Video topics + discussion points
No key topics recorded for this video.
Quotes (from this video)
  • This game really clicked my brain.
  • I love Countryside.
  • The components are so good. Everything is just so deluxe.
  • I like the visual of the big grid.
  • I really like Countryside, though.
References (from this video)
No references stored for this video.
Video MdBFhSQEyz4 Unknown Channel Playthrough at 0:09 sentiment: mixed
video_pk 74144 · mention_pk 178423
Unknown Channel - Countryside video thumbnail
Click to watch at 0:09 · YouTube ↗
Overall sentiment (raw)
mixed
Pros
  • Strong thematic integration between actions and market effects
  • Rich card synergy (rooster, bees, cows, trees, grapes, etc.)

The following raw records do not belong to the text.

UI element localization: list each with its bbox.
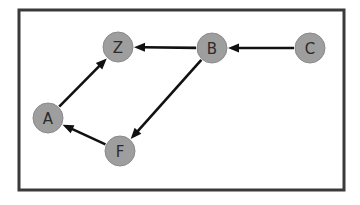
graph-node-f[interactable]: F (105, 136, 135, 166)
graph-node-z[interactable]: Z (103, 32, 133, 62)
graph-node-c[interactable]: C (295, 33, 325, 63)
graph-canvas: B → ZC → BA → ZB → FF → A ZBCAF (0, 0, 360, 205)
graph-node-a[interactable]: A (33, 103, 63, 133)
node-circle[interactable] (197, 33, 227, 63)
graph-figure: B → ZC → BA → ZB → FF → A ZBCAF (0, 0, 360, 205)
edge-line (143, 47, 196, 48)
plot-frame (19, 10, 344, 190)
node-circle[interactable] (33, 103, 63, 133)
graph-node-b[interactable]: B (197, 33, 227, 63)
node-circle[interactable] (103, 32, 133, 62)
node-circle[interactable] (105, 136, 135, 166)
node-circle[interactable] (295, 33, 325, 63)
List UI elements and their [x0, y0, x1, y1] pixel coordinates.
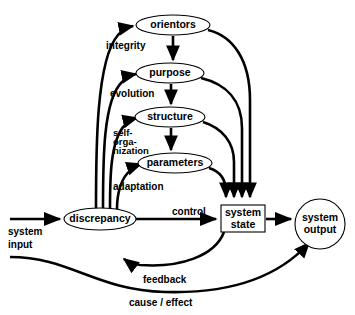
- node-structure-label: structure: [147, 110, 193, 122]
- label-adaptation: adaptation: [113, 181, 164, 192]
- label-system-input-line1: system: [8, 226, 43, 237]
- label-integrity: integrity: [106, 40, 146, 51]
- node-parameters-label: parameters: [147, 156, 204, 168]
- node-purpose-label: purpose: [149, 66, 191, 78]
- edge-orientors-to-state: [208, 30, 250, 197]
- label-cause-effect: cause / effect: [129, 297, 193, 308]
- node-system-output-label-line1: system: [302, 211, 338, 223]
- label-evolution: evolution: [110, 88, 154, 99]
- label-feedback: feedback: [143, 274, 187, 285]
- label-self-organization-line3: nization: [113, 145, 149, 156]
- edge-parameters-to-state: [209, 168, 226, 197]
- label-control: control: [172, 206, 206, 217]
- edge-state-to-discrepancy-feedback: [124, 232, 224, 265]
- label-system-input-line2: input: [8, 239, 33, 250]
- diagram-canvas: orientors purpose structure parameters d…: [0, 0, 355, 315]
- edge-purpose-to-state: [201, 78, 242, 197]
- node-system-output-label-line2: output: [304, 223, 337, 235]
- diagram-svg: orientors purpose structure parameters d…: [0, 0, 355, 315]
- node-discrepancy-label: discrepancy: [69, 212, 130, 224]
- node-system-state-label-line2: state: [231, 218, 256, 230]
- node-orientors-label: orientors: [150, 18, 196, 30]
- node-system-state-label-line1: system: [225, 206, 261, 218]
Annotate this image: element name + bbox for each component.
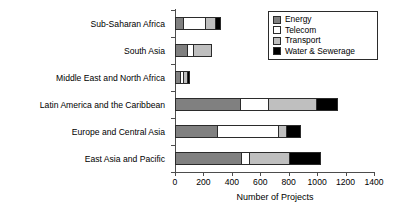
bar-segment — [205, 18, 215, 29]
bar-segment — [176, 99, 240, 110]
bar-stack — [175, 152, 321, 165]
legend-label: Energy — [285, 15, 312, 25]
bar-stack — [175, 71, 190, 84]
x-axis-tick — [317, 172, 318, 176]
x-axis-tick-label: 400 — [225, 177, 239, 187]
legend-swatch-icon — [273, 26, 281, 34]
legend-label: Water & Sewerage — [285, 47, 355, 57]
x-axis-tick-label: 200 — [196, 177, 210, 187]
legend-swatch-icon — [273, 37, 281, 45]
category-label: East Asia and Pacific — [0, 145, 170, 172]
bar-segment — [187, 72, 189, 83]
stacked-bar-chart: Sub-Saharan AfricaSouth AsiaMiddle East … — [0, 0, 400, 220]
bar-stack — [175, 17, 221, 30]
x-axis-tick — [289, 172, 290, 176]
legend-swatch-icon — [273, 16, 281, 24]
bar-segment — [268, 99, 316, 110]
bar-segment — [289, 153, 321, 164]
bar-segment — [286, 126, 300, 137]
x-axis-tick-label: 800 — [282, 177, 296, 187]
legend-label: Transport — [285, 36, 321, 46]
x-axis-tick — [260, 172, 261, 176]
x-axis-tick-label: 1400 — [364, 177, 383, 187]
bar-segment — [316, 99, 338, 110]
x-axis-tick-label: 1000 — [308, 177, 327, 187]
legend-item: Water & Sewerage — [273, 47, 373, 57]
bar-stack — [175, 125, 301, 138]
bar-segment — [176, 153, 241, 164]
legend-item: Transport — [273, 36, 373, 46]
legend-item: Telecom — [273, 26, 373, 36]
x-axis-tick — [374, 172, 375, 176]
x-axis-tick — [232, 172, 233, 176]
legend-label: Telecom — [285, 26, 316, 36]
x-axis-title: Number of Projects — [175, 192, 375, 202]
x-axis-tick-label: 0 — [173, 177, 178, 187]
bar-segment — [217, 126, 278, 137]
category-label: Sub-Saharan Africa — [0, 10, 170, 37]
bar-segment — [241, 153, 249, 164]
bar-segment — [240, 99, 268, 110]
category-label: South Asia — [0, 37, 170, 64]
x-axis-tick — [203, 172, 204, 176]
bar-segment — [176, 18, 183, 29]
category-label: Middle East and North Africa — [0, 64, 170, 91]
y-axis-category-labels: Sub-Saharan AfricaSouth AsiaMiddle East … — [0, 10, 170, 172]
legend-item: Energy — [273, 15, 373, 25]
x-axis-tick — [346, 172, 347, 176]
bar-segment — [193, 45, 211, 56]
bar-segment — [249, 153, 288, 164]
bar-stack — [175, 44, 212, 57]
x-axis-tick — [175, 172, 176, 176]
x-axis-tick-label: 1200 — [336, 177, 355, 187]
bar-segment — [215, 18, 220, 29]
category-label: Europe and Central Asia — [0, 118, 170, 145]
legend-swatch-icon — [273, 47, 281, 55]
bar-segment — [176, 126, 217, 137]
bar-segment — [183, 18, 205, 29]
x-axis-tick-label: 600 — [253, 177, 267, 187]
bar-segment — [176, 45, 187, 56]
category-label: Latin America and the Caribbean — [0, 91, 170, 118]
chart-legend: EnergyTelecomTransportWater & Sewerage — [268, 11, 378, 60]
bar-stack — [175, 98, 338, 111]
bar-segment — [278, 126, 286, 137]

  • High replayability due to variable goals and market setups
Cons
  • Early bread-focused pathways can mislead decisions
  • Solo mode can feel time-pressure heavy and complex
  • End-game scoring density may be challenging to optimize in a single session
Thematic elements
  • Small-scale farming, crop production, and market trading
  • Farm countryside with fields, barns, a house, greenhouse, and a market; a smallholding farm setting
  • Card-driven resource management with thematic triggers (rooster, bees, trees, etc.)
Comparison games
none
Mechanics (from transcript analysis)
  • Card activation and reactivation — Area cards grant ongoing effects; cards can be reactivated to trigger additional actions, increasing synergy between cards.
  • Card-driven resource conversion & market — Goods can be converted into coins, coins into new goods; an open market with adjacency rules is refreshed periodically.
  • End-of-day & market refresh — End-of-day actions reset workers and refresh the market; in solo mode, the market depletion creates a time pressure to finish goals before stacks run out.
  • set collection — Players collect goods to meet goal cards for points; some goals require specific combinations or locations.
  • Set collection & goals — Players collect goods to meet goal cards for points; some goals require specific combinations or locations.
  • worker placement — Players assign workers to actions to gain resources and trigger effects on the board.
Video topics + discussion points
No key topics recorded for this video.
Quotes (from this video)
  • I think it's very clever how all the cards like work together.
  • The solo of this is really fun. It's the same as the multiplayer and even a bit crunchier.
  • I love how thematic it is.
  • This is not a great play through.
  • I really enjoyed this game.
  • It's replayable for me because there's so many things you can try to focus on.
References (from this video)
No references stored for this video.